Fashion & Grooming Editor, Ross Pollard reviews the autumn/winter 2019 collection from Phoebe English.
Now for disclosure I should point to my position as an absolutely unashamed and unabashed #PhoebeFanatic. Yes, I am making that a thing. I will die on this hill. At the LFWM presentation I managed to grab a few minutes with the reigning FashionWorked Awards Best Menswear winner for a brief gabble about the collection.
Phoebe English
This was Phoebe English as we’ve known her – part of the BFC Newgen program, “It’s been amazing. This is my last show with them but it’s been an amazing ride”, but moving into a new space, building on the ethical, sustainable foundations of the label, and looking at a start-to-finish perspective in design and retail.
Phoebe English
“I started in a different way, usually it comes with the concept. This time I really wanted to start with the fabrics and how they could be better for the environment – trying to make choices in the collection that were better choices looking from the beginning of where something came from to all the way to the end of where something will go after I’ve shipped it”.
Phoebe English
As Phoebe talks her passion flows, her excitement for the processes and techniques of production is delivered in an excited and up-tempo manner. I’ve interviewed her a couple of times at shows now and while there has always been a positive energy about the designer, with this next step, she’s transitioned into a sparking buzzing electricity of thought and deed.
Phoebe English
Phoebe English
Phoebe English
“I was looking at all the connections in the process, whether the cotton is organic, or if the fabrics are reclaimed and could have gone to landfill or if it has buttons – buttons that are made from a milk protein and not plastic, being much more mindful of where everything has come from and using zero-waste pattern cutting so there are no off-cuts at all”.
Phoebe English
As for the collection, the traditional elements of the label are there, clear lines, block colours, and that signature blue on occasion. It, as ever, remains the very essence of the wearable capsule, the embodiment of a slightly workman-like aesthetic lifted into youthful utilitarianism with a swagger of the elegant. There are touches of the first half of the twentieth-century factory worker fired through a black hole and emerging as a confident post-adolescent guy in charge of his style.
Phoebe English
This time the collection was mixed with men’s and womenswear, but throughout it the lines have begun to blur, an androgyny is developing. Could this be another change in the direction of the label, I asked?
“It has merged slightly. They have been quite separate, but I thought I would see how they would work merged together more. A lot of the shirts are available in different fabrics for different lines, but the same designs”.
While this may be the last of her Newgen collections, long may its ethos continue.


▶ WORK REQUEST:
Type the listing below out again exactly. No images.

▶ SOURCE DATA:
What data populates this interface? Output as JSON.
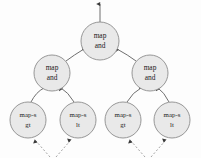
{
  "diagram": {
    "type": "tree",
    "background_color": "#fdfdfd",
    "node_fill_color": "#e9e9e9",
    "node_stroke_color": "#8c8c8c",
    "edge_color": "#6f6f6f",
    "dashed_edge_color": "#9a9a9a",
    "text_color": "#1a1a1a",
    "nodes": [
      {
        "id": "root",
        "level": 0,
        "line1": "map",
        "line2": "and",
        "cx": 100,
        "cy": 41,
        "r": 19
      },
      {
        "id": "mid-left",
        "level": 1,
        "line1": "map",
        "line2": "and",
        "cx": 52,
        "cy": 73,
        "r": 18
      },
      {
        "id": "mid-right",
        "level": 1,
        "line1": "map",
        "line2": "and",
        "cx": 150,
        "cy": 73,
        "r": 18
      },
      {
        "id": "leaf-1",
        "level": 2,
        "line1": "map-s",
        "line2": "gt",
        "cx": 28,
        "cy": 120,
        "r": 18
      },
      {
        "id": "leaf-2",
        "level": 2,
        "line1": "map-s",
        "line2": "lt",
        "cx": 78,
        "cy": 120,
        "r": 18
      },
      {
        "id": "leaf-3",
        "level": 2,
        "line1": "map-s",
        "line2": "gt",
        "cx": 123,
        "cy": 120,
        "r": 18
      },
      {
        "id": "leaf-4",
        "level": 2,
        "line1": "map-s",
        "line2": "lt",
        "cx": 172,
        "cy": 120,
        "r": 18
      }
    ],
    "edges": [
      {
        "from": "root",
        "to": "output",
        "style": "solid",
        "arrow": "up"
      },
      {
        "from": "mid-left",
        "to": "root",
        "style": "solid",
        "arrow": "up"
      },
      {
        "from": "mid-right",
        "to": "root",
        "style": "solid",
        "arrow": "up"
      },
      {
        "from": "leaf-1",
        "to": "mid-left",
        "style": "solid",
        "arrow": "up"
      },
      {
        "from": "leaf-2",
        "to": "mid-left",
        "style": "solid",
        "arrow": "up"
      },
      {
        "from": "leaf-3",
        "to": "mid-right",
        "style": "solid",
        "arrow": "up"
      },
      {
        "from": "leaf-4",
        "to": "mid-right",
        "style": "solid",
        "arrow": "up"
      },
      {
        "from": "input-left",
        "to": "leaf-1",
        "style": "dashed",
        "arrow": "up"
      },
      {
        "from": "input-left",
        "to": "leaf-2",
        "style": "dashed",
        "arrow": "up"
      },
      {
        "from": "input-right",
        "to": "leaf-3",
        "style": "dashed",
        "arrow": "up"
      },
      {
        "from": "input-right",
        "to": "leaf-4",
        "style": "dashed",
        "arrow": "up"
      }
    ]
  }
}
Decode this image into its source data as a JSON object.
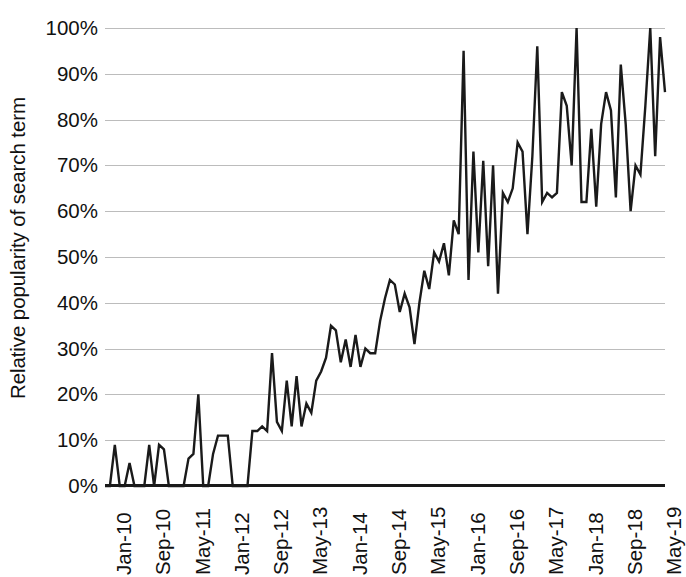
{
  "chart_data": {
    "type": "line",
    "title": "",
    "xlabel": "",
    "ylabel": "Relative popularity of search term",
    "ylim": [
      0,
      100
    ],
    "y_unit": "%",
    "grid": true,
    "legend": "none",
    "y_ticks": [
      "0%",
      "10%",
      "20%",
      "30%",
      "40%",
      "50%",
      "60%",
      "70%",
      "80%",
      "90%",
      "100%"
    ],
    "y_tick_values": [
      0,
      10,
      20,
      30,
      40,
      50,
      60,
      70,
      80,
      90,
      100
    ],
    "x_ticks": [
      "Jan-10",
      "Sep-10",
      "May-11",
      "Jan-12",
      "Sep-12",
      "May-13",
      "Jan-14",
      "Sep-14",
      "May-15",
      "Jan-16",
      "Sep-16",
      "May-17",
      "Jan-18",
      "Sep-18",
      "May-19"
    ],
    "x_tick_indices": [
      0,
      8,
      16,
      24,
      32,
      40,
      48,
      56,
      64,
      72,
      80,
      88,
      96,
      104,
      112
    ],
    "x_start": "Jan-10",
    "x_end": "Aug-19",
    "x_interval": "monthly",
    "series": [
      {
        "name": "Relative popularity",
        "color": "#1a1a1a",
        "values": [
          0,
          0,
          9,
          0,
          0,
          5,
          0,
          0,
          0,
          9,
          0,
          9,
          8,
          0,
          0,
          0,
          0,
          6,
          7,
          20,
          0,
          0,
          7,
          11,
          11,
          11,
          0,
          0,
          0,
          0,
          12,
          12,
          13,
          12,
          29,
          14,
          12,
          23,
          13,
          24,
          13,
          18,
          16,
          23,
          25,
          28,
          35,
          34,
          27,
          32,
          26,
          33,
          26,
          30,
          29,
          29,
          36,
          41,
          45,
          44,
          38,
          42,
          39,
          31,
          40,
          47,
          43,
          51,
          49,
          53,
          46,
          58,
          55,
          95,
          45,
          73,
          51,
          71,
          48,
          70,
          42,
          64,
          62,
          65,
          75,
          73,
          55,
          72,
          96,
          62,
          64,
          63,
          64,
          86,
          83,
          70,
          100,
          62,
          62,
          78,
          61,
          79,
          86,
          82,
          63,
          92,
          79,
          60,
          70,
          68,
          83,
          100,
          72,
          98,
          86
        ]
      }
    ]
  },
  "axis": {
    "y_title": "Relative popularity of search term"
  },
  "style": {
    "line_color": "#1a1a1a",
    "gridline_color": "#bcbcbc",
    "axis_color": "#1a1a1a",
    "background": "#ffffff",
    "text_color": "#111111"
  }
}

▶ ANSWER BOX:
What data populates this interface? Output as JSON.
{
  "diagram": {
    "type": "tree",
    "background_color": "#fdfdfd",
    "node_fill_color": "#e9e9e9",
    "node_stroke_color": "#8c8c8c",
    "edge_color": "#6f6f6f",
    "dashed_edge_color": "#9a9a9a",
    "text_color": "#1a1a1a",
    "nodes": [
      {
        "id": "root",
        "level": 0,
        "line1": "map",
        "line2": "and",
        "cx": 100,
        "cy": 41,
        "r": 19
      },
      {
        "id": "mid-left",
        "level": 1,
        "line1": "map",
        "line2": "and",
        "cx": 52,
        "cy": 73,
        "r": 18
      },
      {
        "id": "mid-right",
        "level": 1,
        "line1": "map",
        "line2": "and",
        "cx": 150,
        "cy": 73,
        "r": 18
      },
      {
        "id": "leaf-1",
        "level": 2,
        "line1": "map-s",
        "line2": "gt",
        "cx": 28,
        "cy": 120,
        "r": 18
      },
      {
        "id": "leaf-2",
        "level": 2,
        "line1": "map-s",
        "line2": "lt",
        "cx": 78,
        "cy": 120,
        "r": 18
      },
      {
        "id": "leaf-3",
        "level": 2,
        "line1": "map-s",
        "line2": "gt",
        "cx": 123,
        "cy": 120,
        "r": 18
      },
      {
        "id": "leaf-4",
        "level": 2,
        "line1": "map-s",
        "line2": "lt",
        "cx": 172,
        "cy": 120,
        "r": 18
      }
    ],
    "edges": [
      {
        "from": "root",
        "to": "output",
        "style": "solid",
        "arrow": "up"
      },
      {
        "from": "mid-left",
        "to": "root",
        "style": "solid",
        "arrow": "up"
      },
      {
        "from": "mid-right",
        "to": "root",
        "style": "solid",
        "arrow": "up"
      },
      {
        "from": "leaf-1",
        "to": "mid-left",
        "style": "solid",
        "arrow": "up"
      },
      {
        "from": "leaf-2",
        "to": "mid-left",
        "style": "solid",
        "arrow": "up"
      },
      {
        "from": "leaf-3",
        "to": "mid-right",
        "style": "solid",
        "arrow": "up"
      },
      {
        "from": "leaf-4",
        "to": "mid-right",
        "style": "solid",
        "arrow": "up"
      },
      {
        "from": "input-left",
        "to": "leaf-1",
        "style": "dashed",
        "arrow": "up"
      },
      {
        "from": "input-left",
        "to": "leaf-2",
        "style": "dashed",
        "arrow": "up"
      },
      {
        "from": "input-right",
        "to": "leaf-3",
        "style": "dashed",
        "arrow": "up"
      },
      {
        "from": "input-right",
        "to": "leaf-4",
        "style": "dashed",
        "arrow": "up"
      }
    ]
  }
}
Decode this image into its source data as a JSON object.
{
  "chart_data": {
    "type": "line",
    "title": "",
    "xlabel": "",
    "ylabel": "Relative popularity of search term",
    "ylim": [
      0,
      100
    ],
    "y_unit": "%",
    "grid": true,
    "legend": "none",
    "y_ticks": [
      "0%",
      "10%",
      "20%",
      "30%",
      "40%",
      "50%",
      "60%",
      "70%",
      "80%",
      "90%",
      "100%"
    ],
    "y_tick_values": [
      0,
      10,
      20,
      30,
      40,
      50,
      60,
      70,
      80,
      90,
      100
    ],
    "x_ticks": [
      "Jan-10",
      "Sep-10",
      "May-11",
      "Jan-12",
      "Sep-12",
      "May-13",
      "Jan-14",
      "Sep-14",
      "May-15",
      "Jan-16",
      "Sep-16",
      "May-17",
      "Jan-18",
      "Sep-18",
      "May-19"
    ],
    "x_tick_indices": [
      0,
      8,
      16,
      24,
      32,
      40,
      48,
      56,
      64,
      72,
      80,
      88,
      96,
      104,
      112
    ],
    "x_start": "Jan-10",
    "x_end": "Aug-19",
    "x_interval": "monthly",
    "series": [
      {
        "name": "Relative popularity",
        "color": "#1a1a1a",
        "values": [
          0,
          0,
          9,
          0,
          0,
          5,
          0,
          0,
          0,
          9,
          0,
          9,
          8,
          0,
          0,
          0,
          0,
          6,
          7,
          20,
          0,
          0,
          7,
          11,
          11,
          11,
          0,
          0,
          0,
          0,
          12,
          12,
          13,
          12,
          29,
          14,
          12,
          23,
          13,
          24,
          13,
          18,
          16,
          23,
          25,
          28,
          35,
          34,
          27,
          32,
          26,
          33,
          26,
          30,
          29,
          29,
          36,
          41,
          45,
          44,
          38,
          42,
          39,
          31,
          40,
          47,
          43,
          51,
          49,
          53,
          46,
          58,
          55,
          95,
          45,
          73,
          51,
          71,
          48,
          70,
          42,
          64,
          62,
          65,
          75,
          73,
          55,
          72,
          96,
          62,
          64,
          63,
          64,
          86,
          83,
          70,
          100,
          62,
          62,
          78,
          61,
          79,
          86,
          82,
          63,
          92,
          79,
          60,
          70,
          68,
          83,
          100,
          72,
          98,
          86
        ]
      }
    ]
  },
  "axis": {
    "y_title": "Relative popularity of search term"
  },
  "style": {
    "line_color": "#1a1a1a",
    "gridline_color": "#bcbcbc",
    "axis_color": "#1a1a1a",
    "background": "#ffffff",
    "text_color": "#111111"
  }
}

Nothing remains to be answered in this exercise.